Health & Medical hepatitis

New Hepatitis C Drugs in the Works

New Hepatitis C Drugs in the Works

New Hepatitis C Drugs in the Works


Study Show 2 Experimental Drugs Are Able to Reduce Virus Levels in Blood

Oct. 14, 2010 -- The long wait for new drugs that cure hepatitis C virus (HCV) may soon be over.

In early research, a combination of two experimental, oral, direct-acting antiviral drugs dramatically reduced levels of the virus in the blood of infected patients over two weeks of treatment.

And studies of other experimental drugs that also directly target HCV are under way.

For decades, injected interferon and oral ribavirin have been the only treatment options available, but only a small fraction of patients have access to the drugs. And many patients who start them soon stop due to side effects.

Today’s standard HCV treatment -- combination pegylated interferon and ribavirin -- cures about half of patients with genotype 1 HCV. Genotype 1 is the most common HCV type in the U.S. and the hardest one to treat.

“We are on the eve of a new era in hepatitis C virus (HCV) treatment,” HCV expert David L. Thomas, MD, of Johns Hopkins School of Medicine writes in an editorial appearing in the Oct. 15 issue of TheLancet.

He adds that in the foreseeable future, “nearly all those who are treated might be cured.”

Avoiding Drug Resistance


Researchers say the newly published study represents a “proof of concept” that the combined oral direct-acting antiviral therapy similar to that now used to manage HIV can dramatically lower virus levels. But longer studies are needed to determine if the approach can cure patients by completely eradicating the virus.

Direct-acting antiviral drugs work by blocking viral replication. When the drugs are given as single agents, patients typically become resistant to them, often within as little as two to four weeks, study researcher Edward J. Gane, MD, tells WebMD.

“The point of this approach was to use a combination of direct-acting agents that have different mechanisms of action to avoid resistance,” he says.

The study included 88 patients with chronic HCV infection living in New Zealand and Australia, treated for up to 13 days with various doses of a combination of the experimental antiviral drugs RG7128 and danoprevir or placebo.

All the patients had genotype 1 infections. Some had been treated unsuccessfully with interferon and others had never been treated before.

Over the course of treatment, HCV levels in the blood of some patients who took the experimental drugs dropped so low that they were undetectable.

Few treatment-related side effects were reported, even at higher doses. And none of the patients developed drug resistance.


Your task
In the records below, begin at the line containing "Task: Click on the span: Liftgate" and end at the line containing "What do you see at coordinates (16, 356)"; quote every line in that span exactly, including both boundary lines, and no others.

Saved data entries
[Start of section]

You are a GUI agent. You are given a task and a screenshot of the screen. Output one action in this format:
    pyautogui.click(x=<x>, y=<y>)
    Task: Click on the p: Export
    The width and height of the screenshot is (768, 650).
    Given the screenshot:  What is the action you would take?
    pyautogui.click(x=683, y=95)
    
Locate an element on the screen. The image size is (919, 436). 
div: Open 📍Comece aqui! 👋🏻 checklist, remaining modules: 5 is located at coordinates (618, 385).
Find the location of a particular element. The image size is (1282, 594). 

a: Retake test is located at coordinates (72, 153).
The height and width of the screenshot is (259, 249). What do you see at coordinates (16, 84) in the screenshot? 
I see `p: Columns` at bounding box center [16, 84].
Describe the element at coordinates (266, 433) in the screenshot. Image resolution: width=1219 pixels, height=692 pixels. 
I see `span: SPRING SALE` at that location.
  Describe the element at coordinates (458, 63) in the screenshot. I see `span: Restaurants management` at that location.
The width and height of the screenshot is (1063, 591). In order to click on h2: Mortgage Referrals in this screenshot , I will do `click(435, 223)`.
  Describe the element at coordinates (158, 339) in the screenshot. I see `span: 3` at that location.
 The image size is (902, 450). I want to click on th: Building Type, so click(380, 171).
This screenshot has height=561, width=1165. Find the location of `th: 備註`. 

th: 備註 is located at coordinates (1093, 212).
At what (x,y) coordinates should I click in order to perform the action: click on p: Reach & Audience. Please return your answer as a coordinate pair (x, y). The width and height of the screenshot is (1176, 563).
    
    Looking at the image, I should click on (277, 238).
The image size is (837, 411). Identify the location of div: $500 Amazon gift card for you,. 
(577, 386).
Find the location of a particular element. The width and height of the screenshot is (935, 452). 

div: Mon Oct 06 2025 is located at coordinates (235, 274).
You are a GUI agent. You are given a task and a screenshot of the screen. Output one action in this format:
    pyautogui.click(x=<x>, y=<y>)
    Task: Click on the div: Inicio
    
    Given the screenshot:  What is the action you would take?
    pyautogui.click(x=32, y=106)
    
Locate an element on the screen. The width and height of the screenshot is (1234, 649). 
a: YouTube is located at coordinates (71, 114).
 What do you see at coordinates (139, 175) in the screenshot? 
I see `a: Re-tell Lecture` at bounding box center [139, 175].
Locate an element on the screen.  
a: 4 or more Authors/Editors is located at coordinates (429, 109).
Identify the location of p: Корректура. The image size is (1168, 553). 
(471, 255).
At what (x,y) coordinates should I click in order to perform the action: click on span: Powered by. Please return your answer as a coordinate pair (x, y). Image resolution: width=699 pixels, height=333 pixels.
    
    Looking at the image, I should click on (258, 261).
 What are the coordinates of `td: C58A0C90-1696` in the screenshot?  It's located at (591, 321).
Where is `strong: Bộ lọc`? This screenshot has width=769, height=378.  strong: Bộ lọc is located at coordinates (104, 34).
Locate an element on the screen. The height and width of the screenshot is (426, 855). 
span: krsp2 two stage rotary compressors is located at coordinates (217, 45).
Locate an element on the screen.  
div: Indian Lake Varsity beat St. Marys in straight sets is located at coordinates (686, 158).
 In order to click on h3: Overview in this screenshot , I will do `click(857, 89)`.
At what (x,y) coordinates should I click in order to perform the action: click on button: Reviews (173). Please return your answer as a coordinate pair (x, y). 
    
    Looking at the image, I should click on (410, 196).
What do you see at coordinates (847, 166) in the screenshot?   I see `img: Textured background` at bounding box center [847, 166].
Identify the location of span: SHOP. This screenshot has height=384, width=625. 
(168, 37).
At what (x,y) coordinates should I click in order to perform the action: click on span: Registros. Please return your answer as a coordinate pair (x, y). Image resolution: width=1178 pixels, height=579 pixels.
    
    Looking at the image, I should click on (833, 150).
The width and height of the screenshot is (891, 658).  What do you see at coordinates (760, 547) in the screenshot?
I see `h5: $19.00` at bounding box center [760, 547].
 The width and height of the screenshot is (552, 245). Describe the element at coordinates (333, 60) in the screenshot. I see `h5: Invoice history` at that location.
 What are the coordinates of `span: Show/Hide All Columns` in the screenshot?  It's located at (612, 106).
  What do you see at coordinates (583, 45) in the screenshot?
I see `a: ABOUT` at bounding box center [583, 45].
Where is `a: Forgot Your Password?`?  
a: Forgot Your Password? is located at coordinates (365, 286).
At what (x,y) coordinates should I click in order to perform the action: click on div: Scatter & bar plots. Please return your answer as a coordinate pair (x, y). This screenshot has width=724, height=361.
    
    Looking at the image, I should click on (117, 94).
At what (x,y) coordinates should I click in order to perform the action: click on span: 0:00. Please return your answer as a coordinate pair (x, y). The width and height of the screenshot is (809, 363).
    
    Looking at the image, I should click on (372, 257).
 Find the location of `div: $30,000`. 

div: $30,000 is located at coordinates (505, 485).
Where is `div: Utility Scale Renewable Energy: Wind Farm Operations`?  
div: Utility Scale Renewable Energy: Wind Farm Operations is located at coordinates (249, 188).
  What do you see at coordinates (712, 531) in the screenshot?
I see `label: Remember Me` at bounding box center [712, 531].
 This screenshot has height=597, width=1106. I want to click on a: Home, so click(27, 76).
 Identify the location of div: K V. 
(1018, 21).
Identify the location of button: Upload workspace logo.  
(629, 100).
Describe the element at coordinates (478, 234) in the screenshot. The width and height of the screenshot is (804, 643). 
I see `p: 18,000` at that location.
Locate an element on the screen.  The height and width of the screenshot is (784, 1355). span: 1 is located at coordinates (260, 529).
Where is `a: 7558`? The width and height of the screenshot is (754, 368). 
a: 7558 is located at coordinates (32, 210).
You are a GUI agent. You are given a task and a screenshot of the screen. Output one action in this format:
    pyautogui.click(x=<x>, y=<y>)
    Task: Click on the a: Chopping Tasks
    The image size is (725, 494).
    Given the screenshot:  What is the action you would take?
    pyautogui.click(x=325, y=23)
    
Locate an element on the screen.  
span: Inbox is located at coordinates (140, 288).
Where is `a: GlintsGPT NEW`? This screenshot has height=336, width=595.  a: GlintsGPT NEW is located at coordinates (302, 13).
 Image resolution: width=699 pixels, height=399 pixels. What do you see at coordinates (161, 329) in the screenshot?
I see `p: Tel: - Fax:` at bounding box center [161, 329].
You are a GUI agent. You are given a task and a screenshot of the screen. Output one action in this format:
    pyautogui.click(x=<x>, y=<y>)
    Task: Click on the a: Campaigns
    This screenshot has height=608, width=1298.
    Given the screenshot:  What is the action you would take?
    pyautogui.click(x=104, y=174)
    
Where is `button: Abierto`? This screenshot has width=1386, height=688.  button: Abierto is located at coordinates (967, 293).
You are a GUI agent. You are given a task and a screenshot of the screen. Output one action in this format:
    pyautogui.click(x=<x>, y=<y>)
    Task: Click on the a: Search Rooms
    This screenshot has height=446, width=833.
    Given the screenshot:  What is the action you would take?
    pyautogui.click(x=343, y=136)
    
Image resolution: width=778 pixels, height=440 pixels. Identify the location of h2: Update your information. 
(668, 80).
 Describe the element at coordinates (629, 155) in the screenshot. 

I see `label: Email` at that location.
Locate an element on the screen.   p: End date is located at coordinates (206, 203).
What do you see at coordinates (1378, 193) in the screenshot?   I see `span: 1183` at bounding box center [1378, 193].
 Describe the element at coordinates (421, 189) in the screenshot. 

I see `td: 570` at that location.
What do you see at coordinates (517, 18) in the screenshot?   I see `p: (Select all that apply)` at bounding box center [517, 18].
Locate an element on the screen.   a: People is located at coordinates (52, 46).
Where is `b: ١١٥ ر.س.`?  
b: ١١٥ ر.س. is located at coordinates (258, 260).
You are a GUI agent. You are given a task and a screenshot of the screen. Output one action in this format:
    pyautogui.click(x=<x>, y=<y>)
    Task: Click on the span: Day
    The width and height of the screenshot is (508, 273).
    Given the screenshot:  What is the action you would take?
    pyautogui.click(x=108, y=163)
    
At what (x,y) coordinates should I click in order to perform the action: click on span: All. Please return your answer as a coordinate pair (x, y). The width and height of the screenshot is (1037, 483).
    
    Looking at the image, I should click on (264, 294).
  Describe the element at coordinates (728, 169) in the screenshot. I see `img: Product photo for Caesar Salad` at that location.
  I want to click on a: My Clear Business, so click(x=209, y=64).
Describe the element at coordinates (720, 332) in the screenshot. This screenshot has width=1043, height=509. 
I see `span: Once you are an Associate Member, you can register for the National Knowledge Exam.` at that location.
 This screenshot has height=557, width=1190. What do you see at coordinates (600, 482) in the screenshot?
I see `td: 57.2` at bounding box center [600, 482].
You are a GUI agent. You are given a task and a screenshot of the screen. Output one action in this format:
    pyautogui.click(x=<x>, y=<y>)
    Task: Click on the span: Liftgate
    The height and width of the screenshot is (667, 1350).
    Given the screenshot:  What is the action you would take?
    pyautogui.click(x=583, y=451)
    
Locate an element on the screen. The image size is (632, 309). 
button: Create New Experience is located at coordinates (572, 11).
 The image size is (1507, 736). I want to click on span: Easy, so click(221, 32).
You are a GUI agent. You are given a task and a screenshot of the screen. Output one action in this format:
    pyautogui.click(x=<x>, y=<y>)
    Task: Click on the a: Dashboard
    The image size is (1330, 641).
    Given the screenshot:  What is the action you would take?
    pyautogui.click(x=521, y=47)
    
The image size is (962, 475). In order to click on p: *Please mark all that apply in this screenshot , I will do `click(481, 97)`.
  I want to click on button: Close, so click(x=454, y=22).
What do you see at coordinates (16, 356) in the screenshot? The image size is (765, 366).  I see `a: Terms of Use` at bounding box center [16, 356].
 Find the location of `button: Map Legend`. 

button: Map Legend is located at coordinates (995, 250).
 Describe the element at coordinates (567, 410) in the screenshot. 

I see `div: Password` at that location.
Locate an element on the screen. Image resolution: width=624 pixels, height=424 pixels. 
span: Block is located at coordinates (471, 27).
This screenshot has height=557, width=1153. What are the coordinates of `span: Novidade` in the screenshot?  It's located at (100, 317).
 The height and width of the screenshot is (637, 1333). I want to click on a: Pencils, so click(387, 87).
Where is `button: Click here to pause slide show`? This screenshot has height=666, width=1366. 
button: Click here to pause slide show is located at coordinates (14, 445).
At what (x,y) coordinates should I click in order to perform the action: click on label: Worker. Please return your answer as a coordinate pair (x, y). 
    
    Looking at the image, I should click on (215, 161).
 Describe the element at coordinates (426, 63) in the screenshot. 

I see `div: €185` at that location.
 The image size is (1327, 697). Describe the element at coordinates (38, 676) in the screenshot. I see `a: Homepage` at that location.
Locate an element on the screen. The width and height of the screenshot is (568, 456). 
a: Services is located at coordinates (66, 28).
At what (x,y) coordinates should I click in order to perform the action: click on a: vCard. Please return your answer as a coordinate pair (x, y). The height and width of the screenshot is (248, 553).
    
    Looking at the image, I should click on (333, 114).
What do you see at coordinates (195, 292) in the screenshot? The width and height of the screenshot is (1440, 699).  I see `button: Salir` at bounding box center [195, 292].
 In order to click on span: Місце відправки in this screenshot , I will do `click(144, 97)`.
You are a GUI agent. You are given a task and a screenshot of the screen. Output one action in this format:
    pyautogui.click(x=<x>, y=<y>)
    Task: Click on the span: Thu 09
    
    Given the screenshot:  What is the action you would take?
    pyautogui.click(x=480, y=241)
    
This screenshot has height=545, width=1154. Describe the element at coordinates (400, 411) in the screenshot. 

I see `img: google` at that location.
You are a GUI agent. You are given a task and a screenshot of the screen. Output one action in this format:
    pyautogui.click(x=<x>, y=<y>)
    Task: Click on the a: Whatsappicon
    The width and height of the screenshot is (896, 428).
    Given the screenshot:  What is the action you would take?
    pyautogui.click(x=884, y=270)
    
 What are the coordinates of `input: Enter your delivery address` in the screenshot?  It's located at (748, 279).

[End of section]

Answer to this task
    Task: Click on the span: Liftgate
    The height and width of the screenshot is (667, 1350).
    Given the screenshot:  What is the action you would take?
    pyautogui.click(x=583, y=451)
    
Locate an element on the screen. The image size is (632, 309). 
button: Create New Experience is located at coordinates (572, 11).
 The image size is (1507, 736). I want to click on span: Easy, so click(221, 32).
You are a GUI agent. You are given a task and a screenshot of the screen. Output one action in this format:
    pyautogui.click(x=<x>, y=<y>)
    Task: Click on the a: Dashboard
    The image size is (1330, 641).
    Given the screenshot:  What is the action you would take?
    pyautogui.click(x=521, y=47)
    
The image size is (962, 475). In order to click on p: *Please mark all that apply in this screenshot , I will do `click(481, 97)`.
  I want to click on button: Close, so click(x=454, y=22).
What do you see at coordinates (16, 356) in the screenshot? The image size is (765, 366).  I see `a: Terms of Use` at bounding box center [16, 356].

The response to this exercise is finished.